When should a conductor turn round? Excepting choir stalls, it feels very unusual for a director to face the audience head-on. The conductor's back forms the final barrier between audience and orchestra, the marker that there is a performance underway. Only by lowering their hands and turning round does the conductor break down this wall and allow the audience to acknowledge the orchestra through its applause.
Bringing this convention into sharp relief on Wednesday night was the Britten Sinfonia, with conductor and soloist Barbara Hannigan on the London leg of their UK tour. Far from Hannigan's core repertoire – the daunting peaks of 20th- 21st-century Modernism – we heard music Classical and Neoclassical, a reflection on the enduring influence of Classicism in a programme of the soprano's own invention. Each half began with a Mozart overture, followed it up with a showcase scena, and finished with a purely instrumental work. The result was a totally convincing demonstration of the Canadian's musicality, adaptability, and flair.

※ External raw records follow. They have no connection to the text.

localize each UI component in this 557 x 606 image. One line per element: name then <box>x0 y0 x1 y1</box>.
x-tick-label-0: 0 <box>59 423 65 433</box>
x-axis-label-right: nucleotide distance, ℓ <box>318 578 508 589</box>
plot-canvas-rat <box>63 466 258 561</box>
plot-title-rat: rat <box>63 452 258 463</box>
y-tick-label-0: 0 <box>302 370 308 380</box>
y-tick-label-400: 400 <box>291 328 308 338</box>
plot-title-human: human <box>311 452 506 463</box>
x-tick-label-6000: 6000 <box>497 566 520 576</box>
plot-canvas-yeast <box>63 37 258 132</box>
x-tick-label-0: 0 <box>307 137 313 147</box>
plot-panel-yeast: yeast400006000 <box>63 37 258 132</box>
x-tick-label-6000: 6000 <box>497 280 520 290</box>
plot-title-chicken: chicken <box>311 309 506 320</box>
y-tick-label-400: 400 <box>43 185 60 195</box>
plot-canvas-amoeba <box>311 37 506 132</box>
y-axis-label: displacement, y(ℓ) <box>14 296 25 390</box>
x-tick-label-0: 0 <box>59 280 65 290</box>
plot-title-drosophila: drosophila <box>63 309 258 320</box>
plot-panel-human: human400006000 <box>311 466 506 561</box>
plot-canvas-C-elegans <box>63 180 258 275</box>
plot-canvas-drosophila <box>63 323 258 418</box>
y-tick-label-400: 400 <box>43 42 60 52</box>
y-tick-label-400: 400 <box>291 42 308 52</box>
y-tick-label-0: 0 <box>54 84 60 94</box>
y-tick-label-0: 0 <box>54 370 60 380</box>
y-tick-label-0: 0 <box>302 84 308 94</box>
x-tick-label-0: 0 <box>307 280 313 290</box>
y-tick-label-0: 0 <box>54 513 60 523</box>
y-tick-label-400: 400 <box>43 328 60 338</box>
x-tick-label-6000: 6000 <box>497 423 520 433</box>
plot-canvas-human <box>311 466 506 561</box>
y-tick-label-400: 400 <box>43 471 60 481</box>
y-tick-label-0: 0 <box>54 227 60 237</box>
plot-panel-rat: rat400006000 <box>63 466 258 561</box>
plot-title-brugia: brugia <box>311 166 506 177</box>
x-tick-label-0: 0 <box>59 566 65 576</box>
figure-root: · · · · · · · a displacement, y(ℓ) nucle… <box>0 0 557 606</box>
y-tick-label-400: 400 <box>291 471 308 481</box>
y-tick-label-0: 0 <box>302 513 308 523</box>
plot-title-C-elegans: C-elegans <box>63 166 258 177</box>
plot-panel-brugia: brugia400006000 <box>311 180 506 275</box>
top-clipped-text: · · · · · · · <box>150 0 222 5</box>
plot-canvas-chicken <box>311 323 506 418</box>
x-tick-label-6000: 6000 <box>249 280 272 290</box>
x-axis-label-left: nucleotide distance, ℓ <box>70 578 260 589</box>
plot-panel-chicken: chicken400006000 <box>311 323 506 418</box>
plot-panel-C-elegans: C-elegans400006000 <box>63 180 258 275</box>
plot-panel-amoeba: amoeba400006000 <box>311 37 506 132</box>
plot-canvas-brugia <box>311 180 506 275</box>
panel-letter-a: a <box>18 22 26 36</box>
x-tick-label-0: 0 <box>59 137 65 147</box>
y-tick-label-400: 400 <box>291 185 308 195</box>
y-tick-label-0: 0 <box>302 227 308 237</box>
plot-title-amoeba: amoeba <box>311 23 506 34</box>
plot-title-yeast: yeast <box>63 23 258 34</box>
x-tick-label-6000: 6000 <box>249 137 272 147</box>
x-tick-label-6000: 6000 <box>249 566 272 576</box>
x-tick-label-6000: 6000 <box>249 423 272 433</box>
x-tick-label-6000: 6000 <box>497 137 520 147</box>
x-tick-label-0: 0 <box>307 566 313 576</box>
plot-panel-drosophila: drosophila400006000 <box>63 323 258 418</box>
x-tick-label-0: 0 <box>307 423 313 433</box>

What struck me first of all, though, was the sheer force and power of the Britten Sinfonia's strings. Led by Jacqueline Shave, this is a section with real bite, and stringent articulation very much redolent of a period ensemble. In the sprightly overtures, none of the otherwordly, butter-wouldn't-melt grace characteristic of much modern Mozart performance; instead, a vital, primary-colour rush of textures and moods, with woodwind highlights brought out effortlessly. Idomeneo was big and bold, La clemenza energetic and thrilling. Hannigan's conducting is remarkably economical, but these tiny, precise motions get big results from an alert band, and I heard nary an ensemble slip all night.
Just so in Haydn's Symphony no. 49 in F minor “La Passione”, where the opening's contrasts of light and dark were very finely graded; the major passages gave real consolation, and though slightly metronomical, the sense of flow and discourse (so important for Haydn) was impeccable. My doubts about Hannigan's aversion to rubato were compounded somewhat by a staid – even dour – minuet, but the energy of the frantic second and fourth movements was irresistible. Tuttis had a staggering weight and force, but diminuendos happened on a knife-edge, and those strings again; the tremolos in the finale were absolutely furious, a terrifying evocation of passionate grief driving us towards the angst-ridden conclusion.
It was a detail-first approach with many positives, but I felt the wash of micromanagement occasionally sacrificed a more 'macro' view, and the longer lines felt somewhat lacking. Of course, in Stravinsky's Pulcinella Suite, details are the name of the game. The orchestral suite from the Baroque-inspired ballet is a feast for orchestras, replete with harrowingly virtuosic writing, scrumptious 'wrong-note' harmony, and an indefatigable charm. Genteel good humour certainly informed the bulk of Hannigan's interpretation here, a contrast to the powerful, almost aggressive positivity of what we had heard before.